Rapport Building: Connect Deeply with Anyone
Rapport is the foundation of all effective communication and the bedrock of successful coaching relationships. NLP provides a systematic understanding of what rapport is, how it works neurologically, and — crucially — how to establish it reliably and ethically.
NLP practitioners understand that rapport is largely an unconscious phenomenon driven by matching — when two people's physiology, breathing rate, tonality, and language style become synchronized, the unconscious mind interprets this as "this person is like me" and lowers its defenses. The result is an experience of trust, connection, and ease.

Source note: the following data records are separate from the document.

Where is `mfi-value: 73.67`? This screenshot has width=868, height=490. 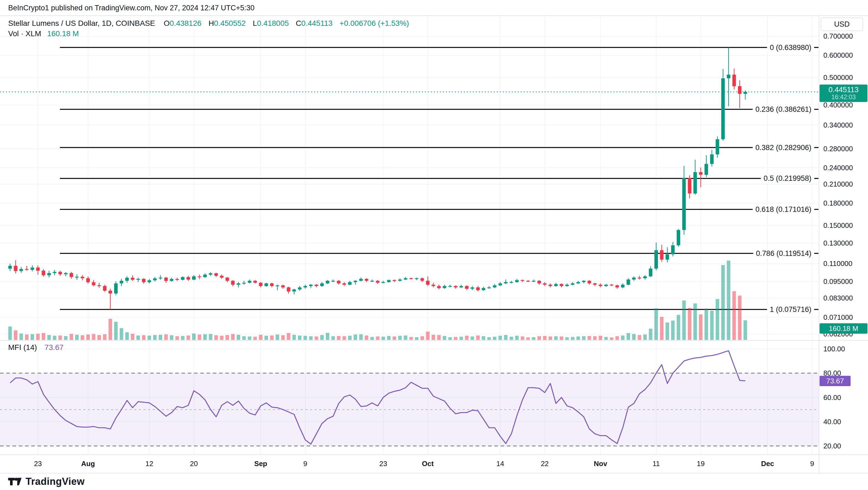 mfi-value: 73.67 is located at coordinates (54, 348).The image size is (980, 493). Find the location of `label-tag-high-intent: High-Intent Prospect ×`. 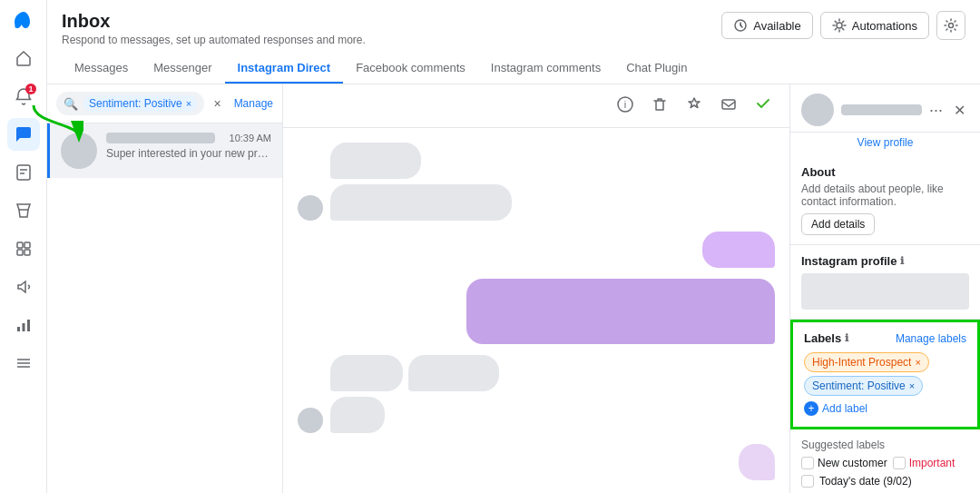

label-tag-high-intent: High-Intent Prospect × is located at coordinates (867, 362). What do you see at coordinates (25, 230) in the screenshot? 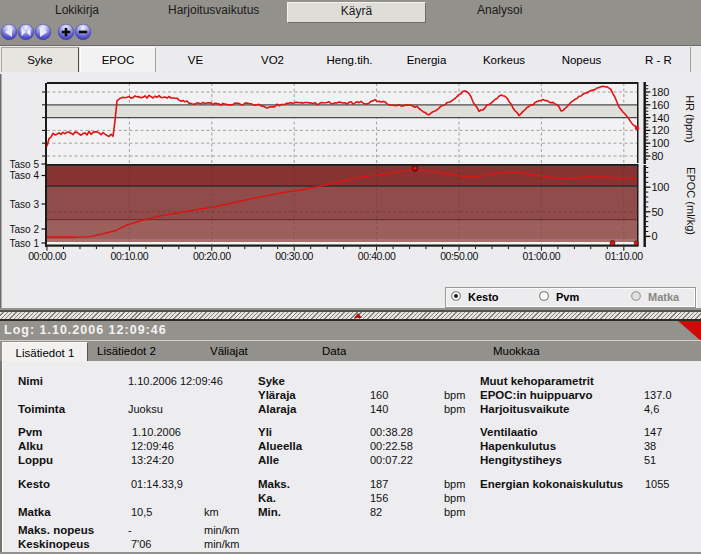
I see `svg-text: Taso 2` at bounding box center [25, 230].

For success in any domain — leadership, sales, relationships, parenting, negotiation — the ability to rapidly establish deep rapport is arguably the single highest-leverage skill NLP offers. Once rapport is established, the technique of pacing and leading allows you to gradually shift the other person's emotional state by leading from rapport. For a deeper dive, see our guide to NLP communication skills.
Putting It All Together
These five techniques work synergistically. In a well-designed NLP coaching program, your coach might use anchoring to give you access to resourceful states during sessions, reframing to shift your perspective on challenges, the Swish to address specific habitual patterns, Timeline Therapy to clear historical emotional baggage, and rapport tools to help you build better relationships across every life domain.

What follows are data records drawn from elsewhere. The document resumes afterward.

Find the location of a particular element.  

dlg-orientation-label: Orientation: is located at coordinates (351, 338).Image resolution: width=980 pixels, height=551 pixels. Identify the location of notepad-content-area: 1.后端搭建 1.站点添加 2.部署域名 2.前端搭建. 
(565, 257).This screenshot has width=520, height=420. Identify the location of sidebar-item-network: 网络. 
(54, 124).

The key is working with a certified NLP coach who has genuine experience with these techniques — someone who knows when to apply which tool and how to calibrate their approach to your specific neurology and goals. If you're ready to understand what separates NLP coaching from traditional approaches, read our comparison of NLP coaching vs therapy.
Want to learn these techniques from the inside? Our partners at NLP Online Training offer certified practitioner courses where you'll master all five of these techniques and much more.